Slakthusområdet i Stockholm Ett industriområdes omvandling i en växande stad

Detta är en Kandidat-uppsats från Göteborgs universitet/Institutionen för kulturvård

Sammanfattning: This paper aims to describe the Slaughterhouse area in Stockholm that today is an industrial area specialized in the processed meat industry. Stockholm is growing by about 10,000 people per year which is leading to hard exploating pressure on the city planners. The area with its strategic location near the city centre is next to be exploited. The Slaughterhouse area was originally Stockholm's public slaughterhouse and was completed in 1912 and the whole facility was designed by the architect Gustaf Wickman.
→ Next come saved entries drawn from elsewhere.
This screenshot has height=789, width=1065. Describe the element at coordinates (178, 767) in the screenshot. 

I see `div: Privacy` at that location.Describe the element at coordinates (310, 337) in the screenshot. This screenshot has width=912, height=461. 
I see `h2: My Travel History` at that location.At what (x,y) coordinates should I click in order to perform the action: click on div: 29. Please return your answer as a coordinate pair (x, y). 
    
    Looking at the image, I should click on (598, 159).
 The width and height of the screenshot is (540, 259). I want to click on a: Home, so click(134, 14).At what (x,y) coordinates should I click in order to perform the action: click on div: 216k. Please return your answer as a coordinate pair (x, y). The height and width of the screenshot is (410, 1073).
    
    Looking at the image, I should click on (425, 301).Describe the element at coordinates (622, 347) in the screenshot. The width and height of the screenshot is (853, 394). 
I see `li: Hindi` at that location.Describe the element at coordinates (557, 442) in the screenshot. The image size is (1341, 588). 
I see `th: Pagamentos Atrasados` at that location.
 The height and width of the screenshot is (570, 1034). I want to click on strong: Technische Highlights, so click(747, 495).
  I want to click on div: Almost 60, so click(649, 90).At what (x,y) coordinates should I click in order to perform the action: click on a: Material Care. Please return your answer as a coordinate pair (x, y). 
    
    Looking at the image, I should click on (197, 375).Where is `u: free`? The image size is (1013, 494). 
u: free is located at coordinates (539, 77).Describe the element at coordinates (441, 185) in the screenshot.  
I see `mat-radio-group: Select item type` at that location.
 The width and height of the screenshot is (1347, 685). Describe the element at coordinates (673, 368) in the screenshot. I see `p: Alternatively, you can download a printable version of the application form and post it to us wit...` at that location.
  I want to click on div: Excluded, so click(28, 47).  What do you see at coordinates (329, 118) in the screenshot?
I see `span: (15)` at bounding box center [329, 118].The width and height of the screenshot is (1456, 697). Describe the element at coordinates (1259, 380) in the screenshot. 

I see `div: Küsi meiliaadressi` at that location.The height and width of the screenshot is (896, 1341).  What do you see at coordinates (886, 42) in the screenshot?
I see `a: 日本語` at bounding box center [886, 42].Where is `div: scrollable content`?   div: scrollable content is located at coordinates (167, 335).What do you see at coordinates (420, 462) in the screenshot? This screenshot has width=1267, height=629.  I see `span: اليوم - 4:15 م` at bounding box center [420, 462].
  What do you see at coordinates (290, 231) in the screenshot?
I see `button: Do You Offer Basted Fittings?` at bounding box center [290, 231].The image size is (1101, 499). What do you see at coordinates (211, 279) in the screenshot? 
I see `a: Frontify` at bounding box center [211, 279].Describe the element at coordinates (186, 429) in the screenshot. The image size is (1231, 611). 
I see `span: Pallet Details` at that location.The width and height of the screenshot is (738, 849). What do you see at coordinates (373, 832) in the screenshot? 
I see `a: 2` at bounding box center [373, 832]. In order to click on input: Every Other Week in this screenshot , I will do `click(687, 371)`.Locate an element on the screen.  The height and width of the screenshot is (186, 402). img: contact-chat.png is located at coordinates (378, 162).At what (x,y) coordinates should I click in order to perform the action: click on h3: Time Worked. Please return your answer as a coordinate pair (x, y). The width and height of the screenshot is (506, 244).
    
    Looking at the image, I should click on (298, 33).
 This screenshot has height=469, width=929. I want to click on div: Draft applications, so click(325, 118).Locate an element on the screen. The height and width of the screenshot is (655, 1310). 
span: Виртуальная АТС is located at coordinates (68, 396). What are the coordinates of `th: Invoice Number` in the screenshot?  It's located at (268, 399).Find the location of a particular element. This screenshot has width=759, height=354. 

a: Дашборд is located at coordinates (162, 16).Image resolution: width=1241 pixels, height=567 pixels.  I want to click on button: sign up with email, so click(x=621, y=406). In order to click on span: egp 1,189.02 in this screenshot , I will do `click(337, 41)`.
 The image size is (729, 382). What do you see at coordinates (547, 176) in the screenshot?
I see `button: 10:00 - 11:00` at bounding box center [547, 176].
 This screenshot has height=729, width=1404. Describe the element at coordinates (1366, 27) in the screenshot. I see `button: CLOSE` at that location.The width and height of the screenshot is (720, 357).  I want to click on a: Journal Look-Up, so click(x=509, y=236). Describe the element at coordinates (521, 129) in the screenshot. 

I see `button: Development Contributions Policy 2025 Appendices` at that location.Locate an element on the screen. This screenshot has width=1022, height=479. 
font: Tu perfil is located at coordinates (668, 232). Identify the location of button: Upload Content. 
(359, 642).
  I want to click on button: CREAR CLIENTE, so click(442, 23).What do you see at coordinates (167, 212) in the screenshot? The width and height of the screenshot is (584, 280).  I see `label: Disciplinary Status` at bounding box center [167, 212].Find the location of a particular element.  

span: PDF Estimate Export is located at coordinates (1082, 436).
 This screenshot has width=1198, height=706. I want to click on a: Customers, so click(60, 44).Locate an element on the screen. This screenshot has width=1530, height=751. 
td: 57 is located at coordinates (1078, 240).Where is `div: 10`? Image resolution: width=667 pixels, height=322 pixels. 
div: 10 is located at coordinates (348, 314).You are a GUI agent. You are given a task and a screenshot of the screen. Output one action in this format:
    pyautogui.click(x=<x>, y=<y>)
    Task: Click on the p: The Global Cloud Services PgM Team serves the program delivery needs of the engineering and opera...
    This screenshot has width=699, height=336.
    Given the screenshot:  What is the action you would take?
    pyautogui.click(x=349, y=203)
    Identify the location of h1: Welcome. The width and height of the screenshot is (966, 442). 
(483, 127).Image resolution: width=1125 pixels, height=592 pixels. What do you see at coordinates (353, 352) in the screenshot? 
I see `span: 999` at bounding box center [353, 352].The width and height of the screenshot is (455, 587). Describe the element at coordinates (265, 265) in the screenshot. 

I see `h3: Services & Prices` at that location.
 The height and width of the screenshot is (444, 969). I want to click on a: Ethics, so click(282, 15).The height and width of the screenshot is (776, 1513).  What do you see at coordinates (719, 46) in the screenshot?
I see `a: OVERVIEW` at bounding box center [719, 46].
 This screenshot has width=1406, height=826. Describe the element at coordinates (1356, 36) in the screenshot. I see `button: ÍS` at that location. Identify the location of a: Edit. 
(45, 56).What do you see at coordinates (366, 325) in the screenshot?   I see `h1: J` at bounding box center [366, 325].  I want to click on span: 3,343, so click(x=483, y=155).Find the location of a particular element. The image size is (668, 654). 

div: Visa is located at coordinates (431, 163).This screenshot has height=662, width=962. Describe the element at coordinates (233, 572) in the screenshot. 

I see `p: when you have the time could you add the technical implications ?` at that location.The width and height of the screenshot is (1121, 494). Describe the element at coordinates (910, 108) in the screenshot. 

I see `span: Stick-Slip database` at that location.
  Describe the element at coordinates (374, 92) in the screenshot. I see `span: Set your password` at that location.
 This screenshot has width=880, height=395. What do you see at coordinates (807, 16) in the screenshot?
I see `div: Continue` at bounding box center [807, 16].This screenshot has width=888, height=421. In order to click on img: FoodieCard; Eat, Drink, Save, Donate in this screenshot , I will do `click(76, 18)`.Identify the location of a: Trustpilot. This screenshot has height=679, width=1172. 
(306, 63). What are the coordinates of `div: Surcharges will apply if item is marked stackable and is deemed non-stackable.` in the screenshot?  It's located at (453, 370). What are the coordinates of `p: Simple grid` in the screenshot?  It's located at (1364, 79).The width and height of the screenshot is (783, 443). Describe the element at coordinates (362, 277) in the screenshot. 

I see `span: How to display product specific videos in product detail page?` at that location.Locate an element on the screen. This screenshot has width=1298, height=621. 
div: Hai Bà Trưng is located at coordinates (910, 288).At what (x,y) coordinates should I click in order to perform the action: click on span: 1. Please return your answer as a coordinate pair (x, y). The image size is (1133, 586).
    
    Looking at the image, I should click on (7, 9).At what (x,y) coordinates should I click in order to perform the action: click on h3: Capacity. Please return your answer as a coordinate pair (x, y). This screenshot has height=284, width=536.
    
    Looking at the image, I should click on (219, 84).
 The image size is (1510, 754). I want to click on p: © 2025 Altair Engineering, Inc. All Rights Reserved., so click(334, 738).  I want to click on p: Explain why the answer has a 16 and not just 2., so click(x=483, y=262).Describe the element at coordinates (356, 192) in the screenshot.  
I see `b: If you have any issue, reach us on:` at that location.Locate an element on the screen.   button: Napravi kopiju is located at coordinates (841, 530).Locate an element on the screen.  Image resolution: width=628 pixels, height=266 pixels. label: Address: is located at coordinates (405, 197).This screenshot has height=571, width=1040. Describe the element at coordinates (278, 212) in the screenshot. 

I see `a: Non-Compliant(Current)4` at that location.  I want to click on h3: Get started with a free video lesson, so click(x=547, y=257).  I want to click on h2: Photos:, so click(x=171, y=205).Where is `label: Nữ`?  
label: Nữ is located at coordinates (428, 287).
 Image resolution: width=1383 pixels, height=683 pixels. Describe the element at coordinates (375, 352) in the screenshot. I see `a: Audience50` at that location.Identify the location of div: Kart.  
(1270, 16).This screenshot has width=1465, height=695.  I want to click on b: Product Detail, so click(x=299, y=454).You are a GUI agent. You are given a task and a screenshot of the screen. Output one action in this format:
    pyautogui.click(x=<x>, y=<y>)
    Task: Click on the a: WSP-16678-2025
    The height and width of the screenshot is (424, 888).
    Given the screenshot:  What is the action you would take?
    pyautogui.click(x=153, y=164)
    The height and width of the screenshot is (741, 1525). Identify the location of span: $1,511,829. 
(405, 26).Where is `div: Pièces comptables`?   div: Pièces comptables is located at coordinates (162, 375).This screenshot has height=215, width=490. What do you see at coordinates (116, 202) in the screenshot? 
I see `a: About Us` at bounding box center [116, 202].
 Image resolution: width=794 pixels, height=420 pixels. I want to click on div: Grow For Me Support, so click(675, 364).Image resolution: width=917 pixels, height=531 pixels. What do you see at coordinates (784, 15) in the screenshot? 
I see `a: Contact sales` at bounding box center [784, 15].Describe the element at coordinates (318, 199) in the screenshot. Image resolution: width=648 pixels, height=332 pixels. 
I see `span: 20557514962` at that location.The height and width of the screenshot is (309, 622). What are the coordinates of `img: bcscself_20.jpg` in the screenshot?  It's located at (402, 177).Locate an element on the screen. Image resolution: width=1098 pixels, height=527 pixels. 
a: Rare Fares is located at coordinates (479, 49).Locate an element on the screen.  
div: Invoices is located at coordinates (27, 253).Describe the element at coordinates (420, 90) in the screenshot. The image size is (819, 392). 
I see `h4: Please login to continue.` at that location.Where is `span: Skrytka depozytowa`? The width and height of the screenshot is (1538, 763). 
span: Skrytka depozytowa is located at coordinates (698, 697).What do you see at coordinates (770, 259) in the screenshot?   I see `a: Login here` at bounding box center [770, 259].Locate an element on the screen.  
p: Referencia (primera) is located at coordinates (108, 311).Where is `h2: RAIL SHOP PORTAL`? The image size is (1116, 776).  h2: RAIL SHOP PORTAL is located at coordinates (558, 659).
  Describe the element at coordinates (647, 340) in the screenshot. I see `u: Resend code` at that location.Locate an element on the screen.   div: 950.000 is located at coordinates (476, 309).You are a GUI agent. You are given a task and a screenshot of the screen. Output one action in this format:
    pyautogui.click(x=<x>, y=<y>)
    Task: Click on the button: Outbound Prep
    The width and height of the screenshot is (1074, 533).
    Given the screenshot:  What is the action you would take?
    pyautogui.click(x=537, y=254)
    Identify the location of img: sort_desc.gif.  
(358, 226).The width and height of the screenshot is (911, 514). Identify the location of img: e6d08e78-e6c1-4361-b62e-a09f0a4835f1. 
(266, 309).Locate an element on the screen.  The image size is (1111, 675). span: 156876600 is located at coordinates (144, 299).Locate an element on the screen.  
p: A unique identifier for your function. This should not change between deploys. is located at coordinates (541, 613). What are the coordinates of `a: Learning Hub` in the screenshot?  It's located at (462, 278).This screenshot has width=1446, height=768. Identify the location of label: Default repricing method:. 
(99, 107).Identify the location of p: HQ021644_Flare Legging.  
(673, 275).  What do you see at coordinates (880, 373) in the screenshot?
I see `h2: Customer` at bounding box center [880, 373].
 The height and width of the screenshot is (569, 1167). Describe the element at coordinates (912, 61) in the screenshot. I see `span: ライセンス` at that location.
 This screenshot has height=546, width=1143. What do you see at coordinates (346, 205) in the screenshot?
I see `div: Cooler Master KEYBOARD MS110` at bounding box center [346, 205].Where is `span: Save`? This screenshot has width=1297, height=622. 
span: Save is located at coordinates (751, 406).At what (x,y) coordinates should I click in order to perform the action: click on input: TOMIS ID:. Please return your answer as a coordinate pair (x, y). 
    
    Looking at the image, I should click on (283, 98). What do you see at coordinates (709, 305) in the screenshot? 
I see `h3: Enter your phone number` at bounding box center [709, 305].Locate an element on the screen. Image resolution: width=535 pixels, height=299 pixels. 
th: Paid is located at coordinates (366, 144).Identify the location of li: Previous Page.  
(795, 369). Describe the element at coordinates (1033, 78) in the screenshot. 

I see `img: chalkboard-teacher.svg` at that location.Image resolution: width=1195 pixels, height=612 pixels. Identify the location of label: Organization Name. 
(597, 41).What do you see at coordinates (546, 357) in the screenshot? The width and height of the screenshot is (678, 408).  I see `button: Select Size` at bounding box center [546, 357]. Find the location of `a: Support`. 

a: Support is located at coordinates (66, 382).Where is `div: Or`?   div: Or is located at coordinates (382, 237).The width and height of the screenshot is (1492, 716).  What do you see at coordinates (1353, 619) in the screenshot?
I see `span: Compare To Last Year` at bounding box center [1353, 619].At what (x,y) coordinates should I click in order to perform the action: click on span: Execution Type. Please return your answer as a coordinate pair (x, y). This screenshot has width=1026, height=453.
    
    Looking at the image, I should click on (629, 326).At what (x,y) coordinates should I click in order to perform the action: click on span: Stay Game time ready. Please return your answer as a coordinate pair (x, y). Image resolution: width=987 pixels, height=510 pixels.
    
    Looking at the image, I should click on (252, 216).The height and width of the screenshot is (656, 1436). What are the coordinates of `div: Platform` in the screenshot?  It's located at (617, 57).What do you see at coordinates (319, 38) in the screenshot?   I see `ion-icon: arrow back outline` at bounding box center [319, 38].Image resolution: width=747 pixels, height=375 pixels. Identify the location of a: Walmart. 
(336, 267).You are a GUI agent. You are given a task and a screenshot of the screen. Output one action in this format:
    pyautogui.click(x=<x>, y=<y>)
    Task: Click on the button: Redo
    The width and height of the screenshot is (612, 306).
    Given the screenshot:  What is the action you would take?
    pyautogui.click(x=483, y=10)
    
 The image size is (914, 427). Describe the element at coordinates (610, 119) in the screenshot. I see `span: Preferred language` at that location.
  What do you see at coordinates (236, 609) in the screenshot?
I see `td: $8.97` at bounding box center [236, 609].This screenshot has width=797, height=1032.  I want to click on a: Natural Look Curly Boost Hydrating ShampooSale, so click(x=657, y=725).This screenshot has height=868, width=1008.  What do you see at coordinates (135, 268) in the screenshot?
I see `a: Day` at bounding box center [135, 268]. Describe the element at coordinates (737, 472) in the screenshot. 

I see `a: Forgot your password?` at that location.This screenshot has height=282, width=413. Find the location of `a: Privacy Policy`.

The purpose of the facility was that it would promote a hygienic meat production with a guaranteed quality of both the premises and the meat itself. The paper compare the city’s policy documents on transitioning the southern parts of Stockholm to become an integrated, diversed area with Jane Jacobs theory on city planning. Jacobs believes that a vibrant city needs blended features and activity both day and night and be built up as block cities, in smaller grid pattern that forms small blocks. According to Jacobs the architecture does not necessarily meet specific aesthetic criteria but the buildings must be from mixed ages and built with close spacing and density which is important to concentrate people into a small area. Many people in a small space will create a safe city at all hours. There are many similarities between the city's plans for the Slaughterhouse area and the theorys of Jane Jacobs. For example, the City wants to build neighborhoods in small blocks with mixed features for a diversed city. But the current situation makes it difficult to say how the current policy documents will affect the area because zoning is still not fixed annuals.